For context I am a cameraman in the UK and have been for a few years now.
A few years ago when I was fresh out of media college I got regular work from a company that specialised in luxury hotels around the world. Lots of travel and I had little no other work so I said yes to pretty much everything without question (I know, I've learned a lot since then). The company director seemed decent enough at first, but little did I know he was going to turn into something like a villain out of a Netflix doc.

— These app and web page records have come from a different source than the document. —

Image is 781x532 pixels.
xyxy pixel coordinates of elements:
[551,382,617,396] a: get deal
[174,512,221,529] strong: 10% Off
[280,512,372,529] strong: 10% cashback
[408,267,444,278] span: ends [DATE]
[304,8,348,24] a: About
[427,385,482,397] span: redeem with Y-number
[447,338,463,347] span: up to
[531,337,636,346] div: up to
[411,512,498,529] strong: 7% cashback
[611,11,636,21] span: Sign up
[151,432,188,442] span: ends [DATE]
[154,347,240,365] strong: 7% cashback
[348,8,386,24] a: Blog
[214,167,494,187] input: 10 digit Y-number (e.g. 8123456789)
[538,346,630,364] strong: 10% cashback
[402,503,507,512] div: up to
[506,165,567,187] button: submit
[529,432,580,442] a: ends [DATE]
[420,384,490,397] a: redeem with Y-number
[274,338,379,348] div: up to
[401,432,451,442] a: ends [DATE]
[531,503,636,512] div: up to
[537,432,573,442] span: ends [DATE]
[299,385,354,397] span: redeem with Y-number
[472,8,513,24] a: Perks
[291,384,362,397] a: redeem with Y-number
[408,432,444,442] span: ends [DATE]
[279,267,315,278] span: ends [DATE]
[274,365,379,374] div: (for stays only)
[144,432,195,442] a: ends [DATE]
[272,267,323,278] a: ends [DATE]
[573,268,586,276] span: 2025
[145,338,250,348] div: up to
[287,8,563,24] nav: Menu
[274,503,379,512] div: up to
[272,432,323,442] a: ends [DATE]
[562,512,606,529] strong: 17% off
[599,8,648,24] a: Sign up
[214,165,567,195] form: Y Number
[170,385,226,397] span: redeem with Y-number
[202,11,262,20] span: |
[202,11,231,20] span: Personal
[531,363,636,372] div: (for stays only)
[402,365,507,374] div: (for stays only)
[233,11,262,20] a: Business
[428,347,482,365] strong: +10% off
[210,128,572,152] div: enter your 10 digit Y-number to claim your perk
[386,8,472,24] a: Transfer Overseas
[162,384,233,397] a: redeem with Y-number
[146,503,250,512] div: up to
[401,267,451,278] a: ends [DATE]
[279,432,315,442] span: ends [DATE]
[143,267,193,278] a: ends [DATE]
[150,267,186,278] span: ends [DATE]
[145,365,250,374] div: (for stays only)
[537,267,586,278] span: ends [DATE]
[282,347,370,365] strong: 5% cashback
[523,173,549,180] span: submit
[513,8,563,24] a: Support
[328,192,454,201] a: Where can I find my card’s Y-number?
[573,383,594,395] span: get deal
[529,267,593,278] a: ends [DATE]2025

He was in in his early fifties, had a real chip on his shoulder, and was the embodiment of the term 'the great pretender'. No judgement for where people have started out in life, but the facade would quickly fall apart whenever he tried to schmooze with hotel managers and talk about the finer things in life. His lies always tended to unsettle them, but he was oblivious to this because he thought he'd convinced them at every turn that he was the real deal. Incidentally I always got on well with these hotel managers and he was deeply jealous of this, chastising me about talking with them (when they had struck up conversations with me first), telling me about how I have to learn how to engage in dialogue with them using himself as an example. That didn't stop him from asking me to write his emails for him on behalf of the company, negotiating prices for his next shoots. Again, how naive I was to see those figures and not demand an extra zero on my rate.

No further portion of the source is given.